How Long Does a Perforated Eardrum Take to Heal?

Most small perforated eardrums heal on their own within three to six weeks. Larger perforations can take several months, and some don’t close without surgery. The timeline depends mainly on the size of the hole, its location on the eardrum, and whether the ear stays dry and infection-free during recovery.

Healing Timeline by Perforation Size

A small perforation, the kind most commonly caused by a sudden pressure change or a minor injury, typically closes within three to six weeks. The eardrum is a thin, three-layered membrane, and when the hole is small, the outer skin layer can migrate across the gap relatively quickly. Medium perforations often take six to eight weeks, while large ones may need three months or longer to fully seal.

What makes eardrum healing unusual compared to, say, a cut on your arm is that the membrane has air on both sides. There’s no underlying tissue to act as scaffolding for new cells. Instead, the outer skin layer has to grow across an open gap, which is why the process is slower and more fragile than typical wound healing. The body first forms a thin layer of granulation tissue (similar to the pink tissue you see in a healing scrape), and then skin cells gradually spread inward from the edges of the hole until it closes.

How Much Hearing Loss to Expect

A perforated eardrum causes conductive hearing loss, meaning sound vibrations can’t transfer as efficiently to the inner ear. The amount of hearing loss tracks closely with the size of the hole. Small perforations cause an average loss of about 32 decibels, roughly equivalent to putting a finger loosely over your ear. Medium perforations average around 36 dB of loss, large ones about 40 dB, and near-total perforations reach about 42 dB. The loss rarely exceeds 50 dB regardless of size.

Hearing typically returns to normal once the eardrum closes completely. If you notice your hearing isn’t improving even after the perforation has healed, that can indicate damage to the tiny bones behind the eardrum or another issue worth getting checked.

What Affects How Fast You Heal

Several factors speed up or slow down recovery. Perforations in the center of the eardrum tend to heal faster than those near the edges, because the skin layer migrates more evenly from all directions. A “dry” perforation, one without active drainage or infection, heals significantly better than a “wet” one. Pre-existing scarring or calcium deposits on the eardrum (common in people who’ve had repeated ear infections) can also interfere with the healing process.

The cause of the perforation matters too. A clean traumatic tear from a pressure change or a minor poke tends to heal more predictably than a perforation caused by chronic infection, which may have damaged the surrounding tissue.

Protecting Your Ear While It Heals

The single most important thing you can do is keep the ear dry. Water entering the ear canal can introduce bacteria and disrupt the fragile new tissue growing across the hole. When you shower or bathe, use waterproof earplugs or a cotton ball coated with petroleum jelly to seal the opening. Swimming is off the table until the perforation has fully closed.

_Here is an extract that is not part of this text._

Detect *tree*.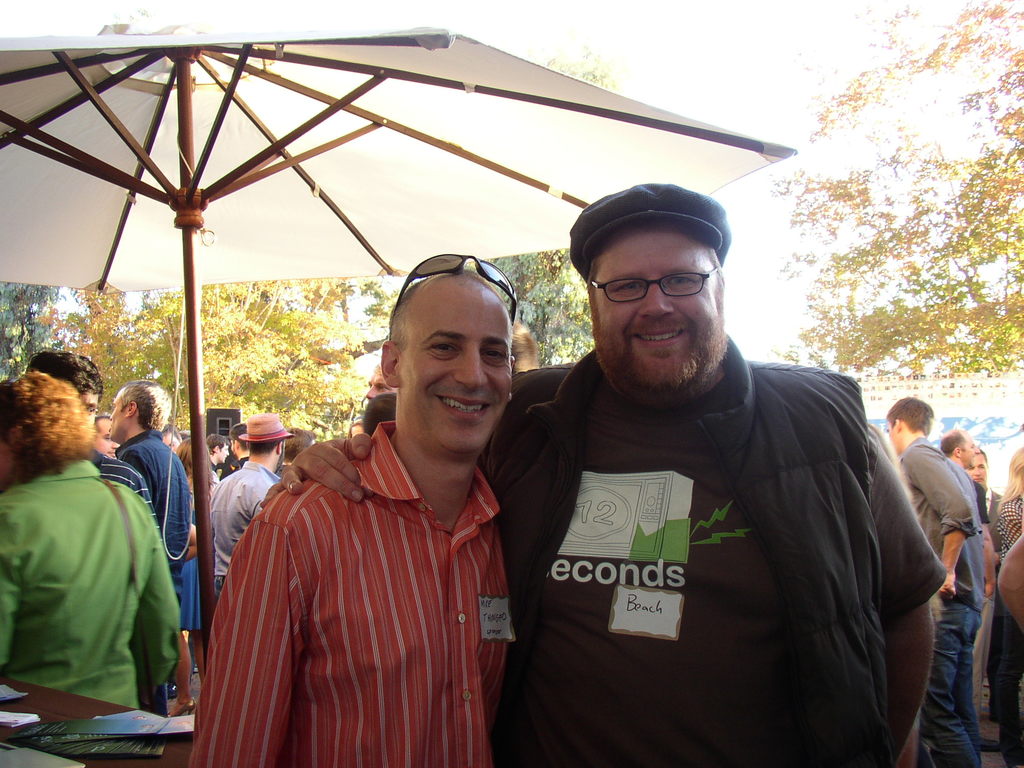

You should also avoid blowing your nose, or at least do so very gently with your mouth open. Forceful nose-blowing pushes air up through the tube connecting your throat to your middle ear, which can push against the healing membrane or force bacteria into the middle ear space. For the same reason, avoid any activity that creates sudden pressure changes in the ear, like diving or, ideally, flying.

Resist the urge to clean inside your ear, even gently. Cotton swabs or other tools can physically disturb the new tissue forming across the perforation and restart the healing clock.

When Surgery Becomes Necessary

If a perforation hasn’t closed on its own after about three months, or if it’s large enough that spontaneous healing is unlikely, a surgical repair called tympanoplasty is the next step. The procedure uses a small graft, usually taken from tissue near the ear, to patch the hole.

Success rates vary depending on the technique and the complexity of the case. Endoscopic approaches, which use a tiny camera inserted through the ear canal, show closure rates around 85%. Microscope-assisted techniques, which are more traditional, tend to have lower success rates. Across institutions, graft survival tends to be highest in the first few months after surgery and can decline somewhat over time. One large study found grafts intact in about 84% of patients at one month, dropping to around 73% at twelve months.

Recovery from tympanoplasty usually involves a few weeks of keeping the ear dry and avoiding strenuous activity. Most people notice hearing improvement within the first month, though full healing of the graft can take two to three months.

Signs That Healing Isn’t Going Well

Some symptoms are normal during recovery. Mild, intermittent ear pain, a feeling of fullness, and reduced hearing are all expected and should gradually improve. What’s not normal is worsening pain after the first few days, new drainage (especially if it’s thick, discolored, or foul-smelling), fever, or hearing that gets worse instead of better. These suggest a secondary infection in the middle ear, which can stall healing and may need treatment with antibiotic ear drops.

If your perforation was caused by a blast injury, a deep object penetration, or severe infection, the risk of complications is higher. Persistent perforations that repeatedly get infected can, over years, lead to a growth of skin cells into the middle ear space, which requires more involved surgical treatment. This is rare with a straightforward traumatic perforation that’s properly cared for.